Newsboys and bootblacks were the only beings who escaped the formality; tips to waiters, porters, cabbies, etc., were recorded and afterward put into a class by themselves. Receipts for the few dollars remaining in his possession were to be turned over on the morning of the 23d and the general report was not to be completed until 9 o'clock on that day.

Wonderful! how the lad had changed! like a phantom, the thoughtless prattler was gone in a moment, and in his place stood the seer-boy of the picture, the profound foreboding eyes fixed anxiously, earnestly, on the singular man who at that moment entered: a singularly small man, cheaply but tidily attired in black; even his shoes polished, a rare and dandyish indulgence in San Francisco, before the French bootblacks inaugurated the sumptuary vanity of Day and Martin's lustre on the stoop of the California Exchange, and made it a necessity no less than diurnal ablutions; a well-preserved English hat on his head, which, when he with a somewhat formal air removed it, discovered thin black locks, beginning to part company with the crown of his head.

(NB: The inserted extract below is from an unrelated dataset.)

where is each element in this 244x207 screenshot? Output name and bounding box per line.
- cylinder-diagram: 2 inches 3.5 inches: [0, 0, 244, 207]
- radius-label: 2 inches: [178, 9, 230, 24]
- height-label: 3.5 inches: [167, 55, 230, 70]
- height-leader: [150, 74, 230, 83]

It was decided that the finding should be advertised; but as the owner was not forthcoming, the boy placed his savings in a bank; and has added considerably to the original amount. The bootblacks form a peculiar feature of New York life. They are boys from ten to sixteen years of age. A few are older, and there are some men following this avocation on the street.

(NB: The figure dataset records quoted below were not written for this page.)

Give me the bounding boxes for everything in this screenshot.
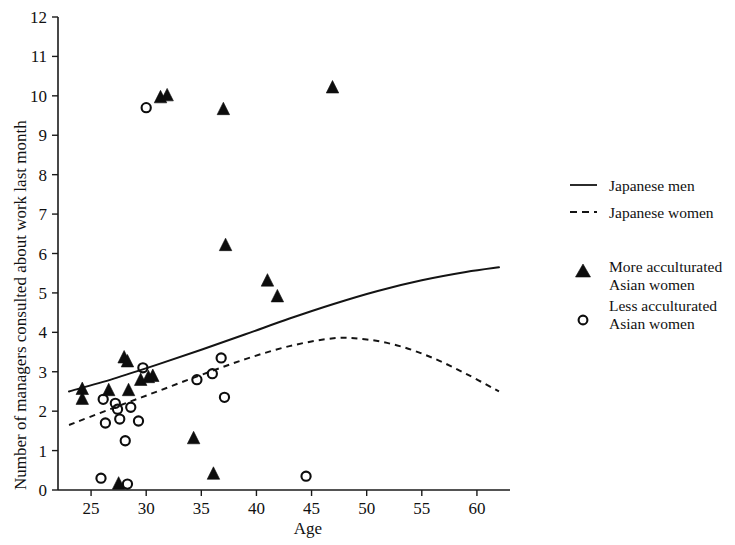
x-tick-group [91, 490, 477, 496]
data-point-triangle [122, 383, 135, 395]
y-tick-label: 12 [30, 8, 47, 27]
y-tick-label: 11 [31, 47, 47, 66]
data-point-circle [115, 414, 124, 423]
y-axis-title: Number of managers consulted about work … [11, 120, 30, 490]
y-tick-label: 1 [39, 442, 48, 461]
y-tick-label: 9 [39, 126, 48, 145]
data-point-triangle [217, 102, 230, 114]
x-tick-label: 40 [248, 499, 265, 518]
x-tick-label: 35 [193, 499, 210, 518]
data-point-circle [220, 393, 229, 402]
data-point-circle [123, 479, 132, 488]
y-tick-label: 7 [39, 205, 48, 224]
data-point-circle [121, 436, 130, 445]
data-point-triangle [207, 467, 220, 479]
y-tick-label: 0 [39, 481, 48, 500]
x-tick-label: 50 [358, 499, 375, 518]
data-point-circle [99, 395, 108, 404]
x-axis-title: Age [294, 519, 322, 538]
trend-curves-layer [69, 267, 499, 425]
data-point-circle [113, 405, 122, 414]
data-point-circle [301, 472, 310, 481]
data-point-circle [134, 416, 143, 425]
data-point-circle [96, 474, 105, 483]
x-tick-label: 60 [468, 499, 485, 518]
legend-item-more-acculturated-line1: More acculturated [609, 258, 722, 275]
trend-curve-solid [69, 267, 499, 391]
legend-item-more-acculturated-line2: Asian women [609, 276, 695, 293]
y-tick-group [52, 17, 58, 490]
x-tick-label: 45 [303, 499, 320, 518]
legend-item-less-acculturated-line2: Asian women [609, 315, 695, 332]
data-point-circle [217, 353, 226, 362]
data-point-triangle [261, 274, 274, 286]
x-tick-label: 25 [83, 499, 100, 518]
y-tick-label: 6 [39, 245, 48, 264]
data-point-circle [101, 418, 110, 427]
y-tick-label: 3 [39, 363, 48, 382]
filled-triangle-icon [576, 264, 591, 277]
x-tick-label: 30 [138, 499, 155, 518]
y-tick-label-group: 0123456789101112 [30, 8, 48, 500]
data-point-circle [208, 369, 217, 378]
x-axis: 2530354045505560 Age [58, 490, 510, 538]
legend: Japanese men Japanese women More accultu… [570, 177, 722, 332]
y-axis: 0123456789101112 Number of managers cons… [11, 8, 58, 500]
open-circle-icon [579, 316, 588, 325]
data-point-circle [126, 403, 135, 412]
x-tick-label-group: 2530354045505560 [83, 499, 486, 518]
data-point-triangle [219, 238, 232, 250]
data-point-triangle [326, 81, 339, 93]
legend-item-less-acculturated-line1: Less acculturated [609, 297, 717, 314]
y-tick-label: 4 [39, 323, 48, 342]
y-tick-label: 8 [39, 166, 48, 185]
scatter-plot-figure: 0123456789101112 Number of managers cons… [0, 0, 735, 545]
data-points-layer [76, 81, 339, 490]
x-tick-label: 55 [413, 499, 430, 518]
data-point-triangle [187, 431, 200, 443]
chart-canvas: 0123456789101112 Number of managers cons… [0, 0, 735, 545]
y-tick-label: 2 [39, 402, 48, 421]
data-point-circle [142, 103, 151, 112]
data-point-triangle [271, 289, 284, 301]
legend-item-japanese-women: Japanese women [609, 204, 714, 221]
y-tick-label: 5 [39, 284, 48, 303]
legend-item-japanese-men: Japanese men [609, 177, 695, 194]
y-tick-label: 10 [30, 87, 47, 106]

Few if any guests at hotels enjoyed so much honor from porters, bell-boys, waiters, chambermaids and bootblacks as the Landers, for they gave richly in fees for every conceivable service which could be rendered them; they went out of their way to invent debts of gratitude to menials who had done nothing for them.

"If there were any bootblacks in Centreville I suppose you'd be proposing them?" said Fletcher with a sneer. "I might, if they were as smart as my friend Walton." "You are not very particular about your friends," said Fletcher in the same tone. "I don't ask them to open their pocket-books, and show me how much money they have." "I prefer to associate with gentlemen." "So do I."

You wouldn't believe how sulky and stupid she gets at times. Ah, Barbara," as her sister bustled into the room, and dropped into a chair at the table, "how are the bootblacks?" "Oh, they're lovely," said Barbara, "they ate all the dinner, and then stole the forks. I rescued some of them, though Elizabeth, can't you go to see the Common Council this afternoon about that Statue Fund?

Godfrey could do nothing for him immediately, but only hold out his promise of future assistance, how was he to live in the meantime? After all, he might have to realize his thought of the morning, and join the ranks of the bootblacks. That was not a pleasant thought to a boy of his education. All labor is honorable, to be sure, but, then, some occupations are more congenial than others.

He even made inquiries of a master-plumber, of a Fourth Avenue vender of antiques, of a hairy woman with one eye who ran a news-stand, of a bar-tender, of saloon-keepers and bootblacks. He drifted through a department store, and whispered to a pretty girl who sold "art pictures." She shook her head.

Few if any guests at hotels enjoyed so much honor from porters, bell-boys, waiters, chambermaids and bootblacks as the Landers, for they gave richly in fees for every conceivable service which could be rendered them; they went out of their way to invent debts of gratitude to menials who had done nothing for them.